Sunday, March 01, 2009

Talking and the Eleven Plus Lesson

There is saying in education that a lesson is made up of two thirds talk. To some that appears to present a perfectly reasonable ratio. Then comes the crunch statistic – and the important number is that two thirds of the talking is taken up by the teacher. In a class lesson, therefore, the teacher is talking for four ninths of the lesson – or for around twenty five minutes in an hour or around thirteen minutes in thirty minutes.

Teachers also feel the need to question their children on what has been taught. In a carefully prepared lesson – after all the talking and the questions – there must be little time for actual work.

This statement them promotes another series of questions – what is work in an eleven plus question? Is it listening to a teacher talking? Is it working through a series of exercises?

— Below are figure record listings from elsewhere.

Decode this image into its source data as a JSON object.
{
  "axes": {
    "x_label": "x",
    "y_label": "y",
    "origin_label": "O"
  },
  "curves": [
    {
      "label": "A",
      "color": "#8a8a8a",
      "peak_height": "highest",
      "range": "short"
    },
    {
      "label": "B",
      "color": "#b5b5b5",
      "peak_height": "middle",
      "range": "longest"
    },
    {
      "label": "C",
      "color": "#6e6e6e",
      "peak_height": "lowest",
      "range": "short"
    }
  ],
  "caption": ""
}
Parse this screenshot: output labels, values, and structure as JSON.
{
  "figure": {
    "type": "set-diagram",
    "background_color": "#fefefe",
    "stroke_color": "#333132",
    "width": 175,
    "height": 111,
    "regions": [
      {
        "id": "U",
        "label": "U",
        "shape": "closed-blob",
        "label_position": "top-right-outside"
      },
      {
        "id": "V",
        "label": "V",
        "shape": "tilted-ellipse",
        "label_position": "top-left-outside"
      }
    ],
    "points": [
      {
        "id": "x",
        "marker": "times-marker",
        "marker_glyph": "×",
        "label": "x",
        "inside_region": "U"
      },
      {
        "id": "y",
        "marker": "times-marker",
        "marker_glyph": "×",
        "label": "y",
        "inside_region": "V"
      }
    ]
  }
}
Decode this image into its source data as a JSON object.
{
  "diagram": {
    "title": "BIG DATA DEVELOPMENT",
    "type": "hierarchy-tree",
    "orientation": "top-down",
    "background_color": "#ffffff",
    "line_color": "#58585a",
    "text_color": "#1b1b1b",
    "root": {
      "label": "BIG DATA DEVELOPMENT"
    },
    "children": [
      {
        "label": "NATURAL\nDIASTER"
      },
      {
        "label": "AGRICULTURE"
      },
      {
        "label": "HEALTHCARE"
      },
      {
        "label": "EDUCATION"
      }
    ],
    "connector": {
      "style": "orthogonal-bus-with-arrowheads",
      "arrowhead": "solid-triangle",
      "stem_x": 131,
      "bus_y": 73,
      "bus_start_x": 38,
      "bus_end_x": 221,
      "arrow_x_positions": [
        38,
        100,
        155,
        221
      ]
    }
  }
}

Some children will want to break the `lesson’ by looking in a dictionary to understand the meaning of any new and unfamiliar words. Other children will simply nod silently when an explanation is offered and then want to do more questions. Eleven Plus preparation then becomes doing more questions one after another. Conscientious work will vary from lesson to lesson.

When parents are working with their children towards the eleven plus there are likely to be two extremes. One could be: “Do the paper, mark it and then bring it to me so we can go over any problems.” This could be a paraphrase of: “Do the paper, mark it and then take the paper to your teacher or tutor.” The shortened version then becomes: “Do the paper, take to your tutor to be marked. Your tutor will go over any problems.”

Other parents will want to sit beside their children working on the paper together – question by question. Their child therefore gets immediate feedback. This builds great rapport. The benefit of the close relationship between patent and child is immediately obvious. The problem comes in the examination. If the child is so used to working `together’ then everything could fall apart in the examination when there can never be any outside help.

It is unlikely that there will have been much of an opportunity for any research into how many words a child will speak in a typical eleven plus lesson. First of all there can be no typical eleven plus lesson – unless the teacher or tutor is lecturing. Secondly part of a lesson could be new or difficult work where there would be a need for many words. On easy or familiar work the parent or teacher would naturally need to speak less.

Perhaps the only words that need to be monitored are those when the child deviates from the lesson. Every one knows that a child learns best when he or she is stimulated by something of interest. It would be wonderful for children if the content of an eleven plus course could be challenging as well as interesting. Many bright children won’t want lessons that are totally dependant on a torrent of words from the parent or tutor. After all we could easily check the veracity of this discourse by simply asking are children:

“Am I talking too much?”

This then leads to another truism: “Never ask a question if you do not already know the answer.” After all your child may slip through your defences and give credence to the statement: “Never ask a question if you do not want to hear the answer.”

In your next lesson why not sit down with two stop watches. Time how long you talk. Encourage your child to time his or her words. No one can say what the right balance is – but the end result may be illuminating.